Making Waterfalls
Creating The Waterfall
This is a tutorial for a texture that is already moving.
1 Choose a nice location for your waterfall. Make sure that you have a river or lake or something at the end of the waterfall.
2 Open the texture pack HubEffects, it has a nice waterfall texture called Waterfall2. Select it.
3 Create a sheet. The best way to make the waterfall look nice with this texture is by making the height 4 times as high as the width . Rotate the red builder brush and move until it sits where you want it.
4 Click on the Add Special Brush button, and choose water. Or you can add it, go to surface properties and select translucent at the surface flags.
5 Go to surface properties (press F5) ==> alignment. Scale your texture so you have 1 waterfall.

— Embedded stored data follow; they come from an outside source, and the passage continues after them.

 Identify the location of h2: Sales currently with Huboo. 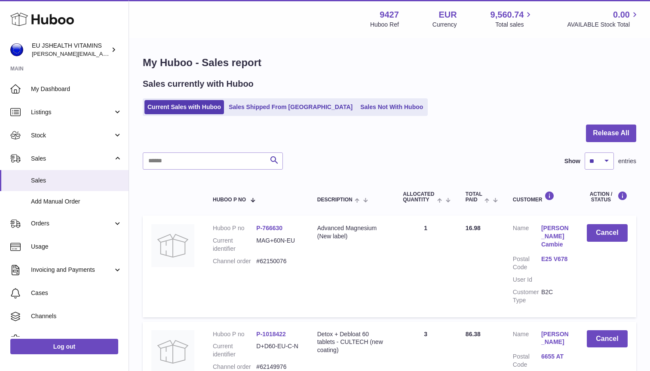
(198, 84). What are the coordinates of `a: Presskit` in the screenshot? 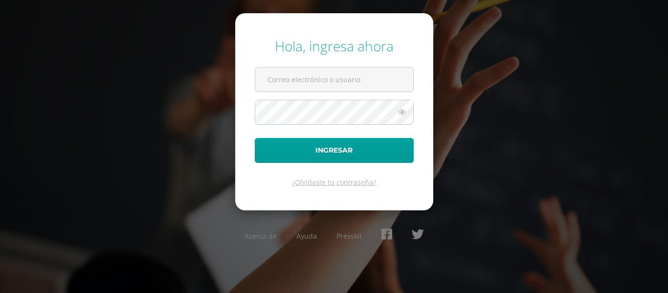 It's located at (349, 236).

To do this easily (with this texture), do the width of the sheet divided by 64, and use that number as the scale.
The waterfall should look good now.
This is a tutorial for a texture that isn't moving.
1 Choose a nice location for your waterfall. Make sure that you have a river or lake or something at the end of the waterfall.
2 Open the texture pack GenFluid. go to Water, and select one of the two textures called waterfa2 or waterfal.
3 Create a sheet. The best way to make the waterfall look nice with this texture is by making the height twice as big. Rotate and move the red builder brush until it sits where you want it.
4 Click on the Add Special Brush button, and choose water. Or you can add it, go to surface properties and select translucent at the surface flags.
5 Go to surface properties (press F5) ==> alignment. Scale your texture so you have 1 waterfall. To do this easily (with this texture), do the width of the brush divided by 64, and use that number as the scale.
6 Go to Flags in the surface properties window, and select V-pan. (press the realtime preview button to see it move smoothly). Sometimes the waterfall goes up. You can fix this by either rotating the texture (surface properties ==> alignment and press flip V) or by moving the brush upside down.
7 You can see that the waterfall isn't moving very fast. To make it go more rapid, add a zone info (actor (UT) ==> info (UT) ==> ZoneInfo (UT)) in the area of the waterfall. go to the ZoneInfo's properties ==> ZoneLight ==> TexVPanSpeed and increase that number. I think 4 is enough.
And thats it. Your waterfall is done.
The Finishing Touches
Fog
A waterfall needs some kind of fogging. There are several way to accomplish this.
- You can add some sheet (like you do when making flames) and give them a fog-textures. But this only works when the player isn't able to get really close to that waterfall. Cos if you get to close, the fog will not look that great.
- You can use a SmokeGenerator. Do remember that they'll need to be triggered, before they will emit fog.
- Or, the best of the bunch is to use real fog!
Ripples
To create one large, localized ripple effect in the water surface:
- Create a square, horizontal sheet brush. The size depends on how big you want the ripples to be.
- add it as a non-solid 1 unit above the water surface
- apply the texture HubEffects.WaterRings2. It's a greyscale texture, designed (presumably) specifically to be used with the "modulated" effect.
Question: are there any other textures like this, whether watery or not? - Set the Surface Flags (UT) to Unlit and Modulated
I've found that because the ripple isn't quite centred on the texture, a sheet of size 96 goes with texture scale of 1, 192 with 2, etc.
This effect is seen in Unreal 1's "Nyleve" level (check...? it's the first outdoor level in the game), and more recently in JB-Pressurized for Jailbreak.
Sound
Don't forget to add ambient sound to your waterfall. This is VERY important, because a waterfall without sound is very unrealistic. Also, the ambient sound can be quite loud, to give the waterfall more 'power'.
Note that you don't need to add an AmbientSound (UT) actor specifically, you can set the Sound properties of any actor that's already in the right place – the SmokeGenerator would do fine if you're using one.
Try adding a very loud sound next to the waterfall with a small radius so that it sounds very loud when you are near it, then add another one which is a lot quieter but with a very large radius so that you can hear the waterfall slightly from a long way away.